Successful healthcare brands need to use mobile for its unique opportunity to talk to their consumer in key moments of receptivity.

Here are the most common mistakes that healthcare marketers make when building out their mobile strategies, and reaching the consumer at the right time:

1. Not thinking mobile-first. Mobile is no longer the second screen and the sooner that healthcare marketers realize that the better.

For years we heard about “the year of mobile.” We are past that. We now live in a mobile media world.

Mobile now accounts for more than half of all time spent on digital media and is the only major media channel expected to grow over the next two years, while all others – television, print, radio and desktop – decline, per eMarketer.

According to Pew, almost two-thirds of smartphone owners have used their phone in the past year to look up information about a health condition – that is hundreds of millions of patients.

2. Stopping at making your creative and content mobile-friendly.
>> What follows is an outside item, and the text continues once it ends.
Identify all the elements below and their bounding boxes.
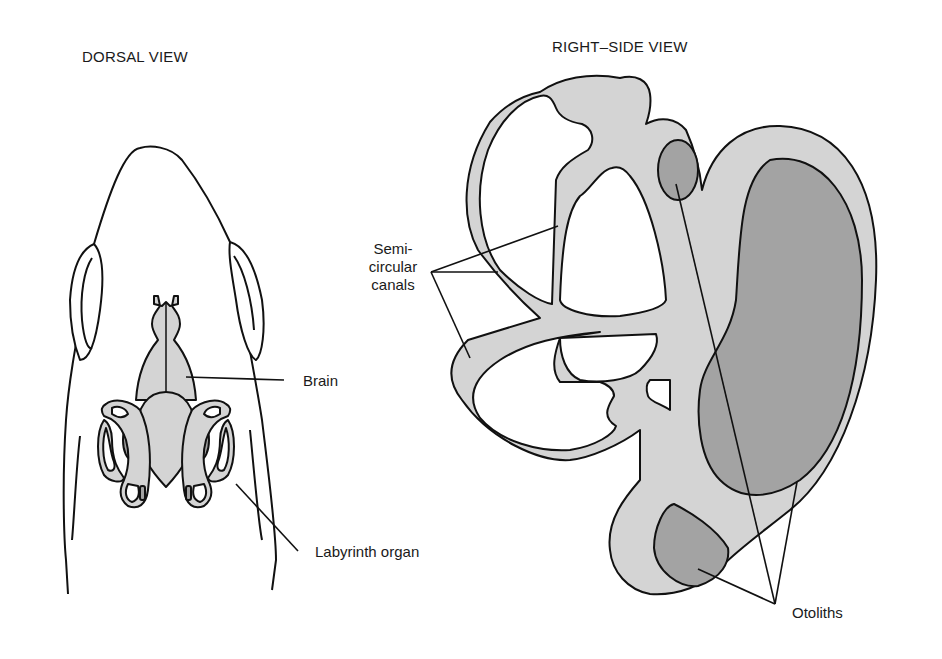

It is amazing how many brands are still just resizing their standard banners for mobile or who think it is enough to simply modify the layout of their content to make it mobile friendly.
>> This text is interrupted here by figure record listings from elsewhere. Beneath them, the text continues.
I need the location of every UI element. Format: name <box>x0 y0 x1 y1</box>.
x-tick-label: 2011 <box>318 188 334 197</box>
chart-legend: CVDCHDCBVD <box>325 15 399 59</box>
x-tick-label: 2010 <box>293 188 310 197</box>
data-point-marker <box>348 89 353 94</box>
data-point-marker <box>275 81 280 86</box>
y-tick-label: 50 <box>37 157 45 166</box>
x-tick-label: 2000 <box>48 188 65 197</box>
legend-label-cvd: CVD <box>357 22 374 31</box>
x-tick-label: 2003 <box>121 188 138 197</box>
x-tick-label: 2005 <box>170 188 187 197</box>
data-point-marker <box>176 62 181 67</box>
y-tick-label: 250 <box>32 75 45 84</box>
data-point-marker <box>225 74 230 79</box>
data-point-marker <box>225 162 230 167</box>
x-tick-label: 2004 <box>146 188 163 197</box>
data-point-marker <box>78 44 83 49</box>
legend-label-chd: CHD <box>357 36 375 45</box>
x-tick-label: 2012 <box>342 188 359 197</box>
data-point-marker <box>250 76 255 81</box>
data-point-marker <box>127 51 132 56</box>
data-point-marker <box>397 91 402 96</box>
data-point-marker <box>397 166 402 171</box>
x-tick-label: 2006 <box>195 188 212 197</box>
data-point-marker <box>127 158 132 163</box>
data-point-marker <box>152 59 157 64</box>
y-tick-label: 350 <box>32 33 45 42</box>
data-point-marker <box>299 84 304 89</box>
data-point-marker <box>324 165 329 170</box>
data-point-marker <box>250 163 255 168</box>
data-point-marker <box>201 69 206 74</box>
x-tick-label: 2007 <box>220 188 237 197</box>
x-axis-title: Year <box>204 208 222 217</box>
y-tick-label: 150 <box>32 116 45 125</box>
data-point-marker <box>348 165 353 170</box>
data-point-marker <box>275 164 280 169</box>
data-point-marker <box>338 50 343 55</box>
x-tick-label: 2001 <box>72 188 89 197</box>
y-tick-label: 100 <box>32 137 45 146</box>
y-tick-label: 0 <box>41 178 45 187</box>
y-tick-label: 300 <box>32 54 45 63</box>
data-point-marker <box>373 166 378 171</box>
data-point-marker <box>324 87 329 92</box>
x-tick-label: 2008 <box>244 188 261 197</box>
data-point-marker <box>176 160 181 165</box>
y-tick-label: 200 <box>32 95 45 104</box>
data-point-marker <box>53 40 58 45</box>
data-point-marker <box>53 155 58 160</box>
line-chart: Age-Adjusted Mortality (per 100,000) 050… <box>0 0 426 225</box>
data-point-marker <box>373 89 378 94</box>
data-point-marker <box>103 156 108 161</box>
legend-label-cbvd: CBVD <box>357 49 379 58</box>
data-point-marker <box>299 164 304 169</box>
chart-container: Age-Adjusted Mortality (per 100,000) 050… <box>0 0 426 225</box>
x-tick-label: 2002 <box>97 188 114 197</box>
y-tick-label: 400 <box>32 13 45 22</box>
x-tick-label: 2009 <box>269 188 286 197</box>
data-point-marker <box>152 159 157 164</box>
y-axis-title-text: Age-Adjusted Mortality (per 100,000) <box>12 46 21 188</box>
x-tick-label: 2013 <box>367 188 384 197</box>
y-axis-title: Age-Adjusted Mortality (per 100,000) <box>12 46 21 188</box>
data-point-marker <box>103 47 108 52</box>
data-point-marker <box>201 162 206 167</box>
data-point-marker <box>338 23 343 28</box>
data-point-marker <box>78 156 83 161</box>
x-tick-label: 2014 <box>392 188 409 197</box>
The bar should not be “this looks OK when you are on a phone.” Mobile is an entirely different medium with its own unique features and capabilities.

Understand how your consumers want to interact with your brand on a mobile device.

What they want when they visit your site on a mobile device may be entirely different than what they want when they visit from a desktop.

Mobile is about utility. Understand what kind of utility your consumers want from you and how you can leverage the unique capabilities of mobile to provide it.

3. Forgetting about HCPs. Doctors have not somehow magically been unaffected by the mobile revolution. They have smartphones and tablets and they are using them.

Eighty-four percent of physicians use smartphones for professional purposes and 56 percent are using tablets, per Kantar data.

Doctors want utility just like everyone else.

The top types of health-related content that physician’s access from mobile devices are specialty/clinical content, pharmaceutical information, continuing medical education content and practice management content, according to MedData Group.

Mobile needs to be an integral part of your HCP strategy. Just like with consumers, make it easy for them to get what they need and what they want.

4. Not being targeted enough with your mobile media. It was not that long ago that geo-fencing a radius of a few miles around a specific event or location was seen as cutting edge.

The continued evolution of advertising technology and integration of different data sources into targeting have created opportunities to make your paid media far more impactful and efficient than ever before.

Instead of targeting a general demographic or shoppers of a certain store, target based on loyalty card and over-the-counter purchase data to reach people treating for a specific condition or using a competitor’s treatment.

If you want to reach people with a specific condition, instead of relying solely on condition-specific content, target with de-identified Rx and insurance claim data to reach them.

Instead of geo-fencing around HCP offices, target the specific building and floor that they are on and then use the geo-habits of people in that location to begin segmenting the audience between HCP and patients.

5. Measuring the wrong metrics, or establishing the wrong KPIs. Do you measure engagements or outcomes?

Click-through-rate, time on site and pages per visit are fine to look at relative to how people are engaging with your brand. But those types of metrics are not outcomes and they do not tell you whether your campaign is effective or if you are accomplishing your business objectives.

Measuring whether the consumers exposed to your campaign are going in store to purchase, are going to the see a doctor or are getting a script at the tactic- and publisher-level are outcomes.

You can have a tactic or a publisher with low engagement metrics be highly effective at driving your desired outcome.

Do not fall into the trap of trying to define success based solely on engagement metrics. Use the available data and technology to focus on outcomes.

Keith Betz is group account director for healthcare at Butler/Till, Rochester, NY. Reach him at [email protected].